People used to tell Colin Bateman he had the perfect job. Well, what’s not to like about missing the English winters and being paid to watch sport around the world?
As a cricket correspondent for the Daily Express, he followed the team around places such as Australia, South Africa, India and the West Indies all expenses paid. Members of the Barmy Army, the band of fans who loyally support England through thick and thin, used to say to him: “Need someone to carry your bags?”
Then there were the trips across the Channel to report on the Tour de France – and the chance to sample some of the continent’s best food and wine. In 2011, Colin switched from cricket to become the Olympic correspondent at the Express to enjoy the excitement of London 2012 and the intrigue of the Winter Games in Sochi two years later. And yet something still nagged away.
No matter how much he enjoyed covering sports and the immediacy of the demands of producing copy for a daily national newspaper, he had always wanted the ultimate writing challenge of producing a novel.
“I guess every journalist thinks that deep down they have a novel somewhere inside them and I was no different.” he says. “Producing 800 words in 45 minutes was never a problem, so what could be so hard about producing 80,000 words over a year or so? I soon discovered exactly what.”
On his 60th birthday, Colin went to see his sports editor at the Daily Express and handed in his notice. He had had enough of travelling, working every weekend and the ever-increasing demands of modern journalism that required writing for the website as much as the newspaper. He wanted to spend more time at the family home in Cranbrook and tackle that long-awaited project of becoming an author of fiction.
“I had written two books previously, but both about sport. I wanted to write something that had nothing to do with sport and where I could let my imagination take charge. I loved reading modern fiction – the likes of Ian Rankin, William Boyd, David Lodge and Ian McEwan – and I wanted to have a crack at it.”
Three years later the result is “A Dreadful Trade”, a thriller set in Sussex and Kent that takes its evocative lead from the county’s history of smuggling, although this is very much a story of today.
Colin will be at The Rye Bookshop on Saturday April 28, 10am-3pm, to talk about his book and sign copies.
The story’s lead character Tom Kidd, who has just lost his job as a journalist and been kicked out of the matrimonial home, takes himself off to a holiday let on the coast to decide what to do next in his life only to find himself embroiled in in the mysterious death of a young artist and the sinister world of smuggling.
A body is washed up at a secretive scientific research site near Dover but the police do not seem interested. Kidd wonders why. The dead man’s girlfriend is also convinced there is more to it than accidental death by drowning. But when Kidd starts asking a few questions, the close-knit local community does not take too kindly to this outsider prying into their business.
While set predominantly around the Cinque Ports, the story also takes us into scientific work surrounding rare orchids at the Royal Botanic Garden in Edinburgh, a link Colin has been careful to research thoroughly.
“I have good friends who are botanists in Edinburgh and the conservation work they do runs through the book. They also told me about the murky world of plant smuggling, which I never knew existed.”
Now finally published, Colin is discovering that much of the hard work of being an author is selling a novel, although local feedback has been very encouraging.
“A lot of people have told me they really enjoyed it, especially the local flavour to it. A few local book clubs have made it their book of the month, and I am always happy to go along and talk to them about it – and face their criticism if there are bits they don’t like.
“I learned so much – and made so many mistakes initially – writing this first book that I am keen to do another, and I think it would lend itself to a follow up. Simple things like getting geography and timing accurate is so important otherwise the narrative loses credibility.
“Then you have to invent believable characters to populate your story – but not too many otherwise it becomes confusing. You have to give your main characters depth too – and of course, have a bit of a romantic angle. I have done that with a bit of advice from my wife”.
A Dreadful Trade (Edgehill Books) is available in paperback at £9.95 from bookshops, Hartley Dyke Farmshop in Cranbrook or direct from Colin, who will do special reduced rates for book clubs.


> [WORK ORDER] Every entry that follows is to be set down exactly, with its pictures omitted.

Start of DATA TO USE

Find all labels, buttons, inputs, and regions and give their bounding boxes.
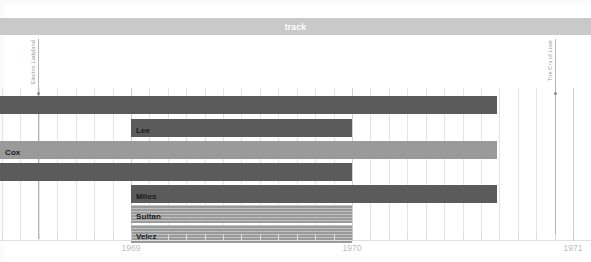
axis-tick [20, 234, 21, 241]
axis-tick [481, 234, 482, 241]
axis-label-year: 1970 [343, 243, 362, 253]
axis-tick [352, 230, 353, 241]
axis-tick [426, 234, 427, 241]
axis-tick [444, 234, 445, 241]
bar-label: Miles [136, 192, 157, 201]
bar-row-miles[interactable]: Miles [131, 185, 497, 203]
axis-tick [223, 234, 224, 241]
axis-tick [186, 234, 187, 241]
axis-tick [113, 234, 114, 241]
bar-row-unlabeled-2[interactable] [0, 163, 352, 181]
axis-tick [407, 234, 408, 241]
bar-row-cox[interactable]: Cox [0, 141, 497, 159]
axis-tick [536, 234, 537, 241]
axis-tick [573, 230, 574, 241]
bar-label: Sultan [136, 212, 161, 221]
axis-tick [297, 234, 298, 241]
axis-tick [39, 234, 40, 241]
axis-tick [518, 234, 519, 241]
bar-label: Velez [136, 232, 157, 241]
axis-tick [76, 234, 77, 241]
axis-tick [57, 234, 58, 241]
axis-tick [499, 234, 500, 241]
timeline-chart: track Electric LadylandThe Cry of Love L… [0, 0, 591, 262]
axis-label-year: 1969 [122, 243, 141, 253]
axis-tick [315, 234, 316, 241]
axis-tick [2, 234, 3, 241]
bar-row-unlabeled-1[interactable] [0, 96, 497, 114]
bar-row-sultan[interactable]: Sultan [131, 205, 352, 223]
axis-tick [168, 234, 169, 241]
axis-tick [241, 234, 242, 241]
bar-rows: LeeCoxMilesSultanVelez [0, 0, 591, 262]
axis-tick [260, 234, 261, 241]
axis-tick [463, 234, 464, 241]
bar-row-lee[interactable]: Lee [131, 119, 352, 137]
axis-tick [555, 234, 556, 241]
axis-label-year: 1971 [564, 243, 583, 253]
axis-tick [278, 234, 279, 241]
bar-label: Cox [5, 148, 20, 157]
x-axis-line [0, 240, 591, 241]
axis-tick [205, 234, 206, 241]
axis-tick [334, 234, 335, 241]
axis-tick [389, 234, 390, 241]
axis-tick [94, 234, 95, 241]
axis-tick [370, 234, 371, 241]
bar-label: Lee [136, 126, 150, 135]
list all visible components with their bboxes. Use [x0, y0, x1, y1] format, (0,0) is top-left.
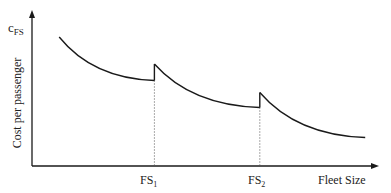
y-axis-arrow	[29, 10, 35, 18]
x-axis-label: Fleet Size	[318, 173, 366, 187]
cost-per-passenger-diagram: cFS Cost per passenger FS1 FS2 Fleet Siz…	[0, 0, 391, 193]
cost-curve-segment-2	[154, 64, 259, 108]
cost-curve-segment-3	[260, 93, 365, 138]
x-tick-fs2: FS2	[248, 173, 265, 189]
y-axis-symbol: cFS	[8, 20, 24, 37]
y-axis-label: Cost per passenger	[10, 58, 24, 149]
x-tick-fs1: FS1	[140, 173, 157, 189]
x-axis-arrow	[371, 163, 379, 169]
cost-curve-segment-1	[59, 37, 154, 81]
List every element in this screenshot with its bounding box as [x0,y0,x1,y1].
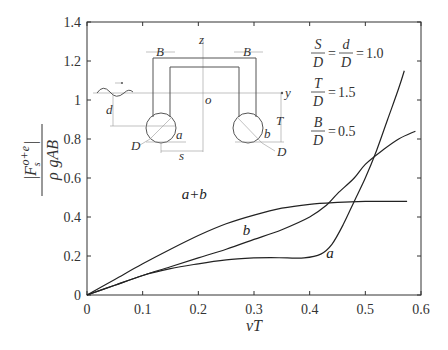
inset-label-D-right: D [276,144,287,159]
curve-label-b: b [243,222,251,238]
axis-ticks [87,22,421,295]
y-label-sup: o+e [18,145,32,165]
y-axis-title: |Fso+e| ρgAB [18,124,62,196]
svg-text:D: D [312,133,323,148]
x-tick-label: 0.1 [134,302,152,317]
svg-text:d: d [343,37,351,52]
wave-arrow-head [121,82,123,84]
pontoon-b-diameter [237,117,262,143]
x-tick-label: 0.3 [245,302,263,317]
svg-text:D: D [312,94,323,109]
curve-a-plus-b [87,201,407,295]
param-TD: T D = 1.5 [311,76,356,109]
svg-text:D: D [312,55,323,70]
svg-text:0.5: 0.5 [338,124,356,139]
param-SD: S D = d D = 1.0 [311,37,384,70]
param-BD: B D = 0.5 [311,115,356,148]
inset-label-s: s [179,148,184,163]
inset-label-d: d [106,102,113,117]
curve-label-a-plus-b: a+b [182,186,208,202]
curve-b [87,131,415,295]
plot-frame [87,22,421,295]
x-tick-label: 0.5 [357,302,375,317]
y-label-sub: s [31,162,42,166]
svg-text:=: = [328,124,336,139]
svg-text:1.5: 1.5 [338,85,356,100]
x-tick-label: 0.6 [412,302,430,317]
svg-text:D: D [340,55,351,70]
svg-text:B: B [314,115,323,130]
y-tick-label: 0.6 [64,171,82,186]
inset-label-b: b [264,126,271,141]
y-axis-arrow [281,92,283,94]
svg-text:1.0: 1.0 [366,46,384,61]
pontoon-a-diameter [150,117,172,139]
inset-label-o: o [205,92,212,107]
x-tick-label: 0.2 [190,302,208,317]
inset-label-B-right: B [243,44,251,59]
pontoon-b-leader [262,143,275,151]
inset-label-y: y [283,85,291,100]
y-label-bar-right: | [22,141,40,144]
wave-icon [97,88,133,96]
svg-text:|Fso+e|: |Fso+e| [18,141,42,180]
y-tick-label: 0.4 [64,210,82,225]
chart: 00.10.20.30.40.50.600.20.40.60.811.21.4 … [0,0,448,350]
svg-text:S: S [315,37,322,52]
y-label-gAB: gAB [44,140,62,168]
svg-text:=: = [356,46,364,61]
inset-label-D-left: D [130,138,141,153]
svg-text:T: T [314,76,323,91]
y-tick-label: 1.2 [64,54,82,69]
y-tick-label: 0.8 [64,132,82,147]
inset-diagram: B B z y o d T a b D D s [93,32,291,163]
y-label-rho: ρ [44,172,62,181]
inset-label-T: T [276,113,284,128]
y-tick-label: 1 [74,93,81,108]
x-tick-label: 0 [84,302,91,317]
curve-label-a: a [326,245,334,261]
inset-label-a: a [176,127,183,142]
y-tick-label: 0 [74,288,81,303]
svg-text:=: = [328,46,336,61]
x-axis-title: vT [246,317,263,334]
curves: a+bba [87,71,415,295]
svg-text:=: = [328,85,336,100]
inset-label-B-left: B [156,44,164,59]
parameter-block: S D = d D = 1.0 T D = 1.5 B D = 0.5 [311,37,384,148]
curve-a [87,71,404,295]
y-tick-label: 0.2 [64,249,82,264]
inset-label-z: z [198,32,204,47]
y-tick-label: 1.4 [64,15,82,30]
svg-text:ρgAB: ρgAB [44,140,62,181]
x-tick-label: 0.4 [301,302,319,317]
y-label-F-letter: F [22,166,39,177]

End of DATA TO USE

> [SOLUTION TO THE PROBLEM]
Find all labels, buttons, inputs, and regions and give their bounding boxes.
axis-tick [20, 234, 21, 241]
axis-tick [481, 234, 482, 241]
axis-label-year: 1970 [343, 243, 362, 253]
axis-tick [352, 230, 353, 241]
axis-tick [426, 234, 427, 241]
axis-tick [444, 234, 445, 241]
bar-label: Miles [136, 192, 157, 201]
bar-row-miles[interactable]: Miles [131, 185, 497, 203]
axis-tick [223, 234, 224, 241]
axis-tick [186, 234, 187, 241]
axis-tick [113, 234, 114, 241]
bar-row-unlabeled-2[interactable] [0, 163, 352, 181]
axis-tick [407, 234, 408, 241]
bar-row-cox[interactable]: Cox [0, 141, 497, 159]
axis-tick [536, 234, 537, 241]
axis-tick [573, 230, 574, 241]
bar-label: Sultan [136, 212, 161, 221]
axis-tick [297, 234, 298, 241]
axis-tick [39, 234, 40, 241]
axis-tick [518, 234, 519, 241]
bar-label: Velez [136, 232, 157, 241]
axis-tick [76, 234, 77, 241]
axis-tick [57, 234, 58, 241]
axis-tick [499, 234, 500, 241]
timeline-chart: track Electric LadylandThe Cry of Love L… [0, 0, 591, 262]
axis-label-year: 1969 [122, 243, 141, 253]
axis-tick [315, 234, 316, 241]
axis-tick [2, 234, 3, 241]
bar-row-unlabeled-1[interactable] [0, 96, 497, 114]
bar-row-sultan[interactable]: Sultan [131, 205, 352, 223]
axis-tick [168, 234, 169, 241]
axis-tick [241, 234, 242, 241]
bar-rows: LeeCoxMilesSultanVelez [0, 0, 591, 262]
axis-tick [260, 234, 261, 241]
axis-tick [463, 234, 464, 241]
bar-row-lee[interactable]: Lee [131, 119, 352, 137]
axis-tick [555, 234, 556, 241]
axis-label-year: 1971 [564, 243, 583, 253]
axis-tick [278, 234, 279, 241]
bar-label: Cox [5, 148, 20, 157]
x-axis-line [0, 240, 591, 241]
axis-tick [205, 234, 206, 241]
axis-tick [334, 234, 335, 241]
axis-tick [389, 234, 390, 241]
axis-tick [94, 234, 95, 241]
axis-tick [370, 234, 371, 241]
bar-label: Lee [136, 126, 150, 135]
list all visible components with their bboxes. Use [x0, y0, x1, y1] format, (0,0) is top-left.
y-axis-arrow	[29, 10, 35, 18]
x-axis-label: Fleet Size	[318, 173, 366, 187]
cost-per-passenger-diagram: cFS Cost per passenger FS1 FS2 Fleet Siz…	[0, 0, 391, 193]
cost-curve-segment-2	[154, 64, 259, 108]
cost-curve-segment-3	[260, 93, 365, 138]
x-tick-fs2: FS2	[248, 173, 265, 189]
y-axis-symbol: cFS	[8, 20, 24, 37]
y-axis-label: Cost per passenger	[10, 58, 24, 149]
x-tick-fs1: FS1	[140, 173, 157, 189]
x-axis-arrow	[371, 163, 379, 169]
cost-curve-segment-1	[59, 37, 154, 81]
List every element in this screenshot with its bounding box as [x0,y0,x1,y1].
inset-label-D-right: D [276,144,287,159]
curve-label-b: b [243,222,251,238]
axis-ticks [87,22,421,295]
y-label-sup: o+e [18,145,32,165]
y-axis-title: |Fso+e| ρgAB [18,124,62,196]
svg-text:D: D [312,133,323,148]
x-tick-label: 0.1 [134,302,152,317]
svg-text:d: d [343,37,351,52]
wave-arrow-head [121,82,123,84]
pontoon-b-diameter [237,117,262,143]
x-tick-label: 0.3 [245,302,263,317]
svg-text:D: D [312,94,323,109]
curve-a-plus-b [87,201,407,295]
param-TD: T D = 1.5 [311,76,356,109]
svg-text:D: D [312,55,323,70]
svg-text:0.5: 0.5 [338,124,356,139]
param-SD: S D = d D = 1.0 [311,37,384,70]
param-BD: B D = 0.5 [311,115,356,148]
inset-label-s: s [179,148,184,163]
inset-label-d: d [106,102,113,117]
curve-label-a-plus-b: a+b [182,186,208,202]
curve-b [87,131,415,295]
plot-frame [87,22,421,295]
x-tick-label: 0.5 [357,302,375,317]
y-label-sub: s [31,162,42,166]
svg-text:=: = [328,124,336,139]
svg-text:1.5: 1.5 [338,85,356,100]
x-tick-label: 0.6 [412,302,430,317]
svg-text:D: D [340,55,351,70]
svg-text:B: B [314,115,323,130]
y-tick-label: 0.6 [64,171,82,186]
inset-label-b: b [264,126,271,141]
y-axis-arrow [281,92,283,94]
svg-text:1.0: 1.0 [366,46,384,61]
pontoon-a-diameter [150,117,172,139]
inset-label-o: o [205,92,212,107]
x-tick-label: 0.2 [190,302,208,317]
inset-label-B-right: B [243,44,251,59]
pontoon-b-leader [262,143,275,151]
inset-label-y: y [283,85,291,100]
y-label-bar-right: | [22,141,40,144]
wave-icon [97,88,133,96]
svg-text:|Fso+e|: |Fso+e| [18,141,42,180]
y-tick-label: 0.4 [64,210,82,225]
chart: 00.10.20.30.40.50.600.20.40.60.811.21.4 … [0,0,448,350]
svg-text:S: S [315,37,322,52]
y-label-gAB: gAB [44,140,62,168]
svg-text:=: = [356,46,364,61]
inset-label-D-left: D [130,138,141,153]
svg-text:T: T [314,76,323,91]
y-tick-label: 1.2 [64,54,82,69]
y-tick-label: 0.8 [64,132,82,147]
inset-diagram: B B z y o d T a b D D s [93,32,291,163]
y-label-rho: ρ [44,172,62,181]
inset-label-T: T [276,113,284,128]
y-tick-label: 1 [74,93,81,108]
x-tick-label: 0 [84,302,91,317]
curve-label-a: a [326,245,334,261]
inset-label-a: a [176,127,183,142]
y-tick-label: 0 [74,288,81,303]
svg-text:=: = [328,46,336,61]
x-axis-title: vT [246,317,263,334]
curves: a+bba [87,71,415,295]
svg-text:=: = [328,85,336,100]
inset-label-B-left: B [156,44,164,59]
parameter-block: S D = d D = 1.0 T D = 1.5 B D = 0.5 [311,37,384,148]
curve-a [87,71,404,295]
y-tick-label: 0.2 [64,249,82,264]
inset-label-z: z [198,32,204,47]
y-tick-label: 1.4 [64,15,82,30]
svg-text:ρgAB: ρgAB [44,140,62,181]
x-tick-label: 0.4 [301,302,319,317]
y-label-F-letter: F [22,166,39,177]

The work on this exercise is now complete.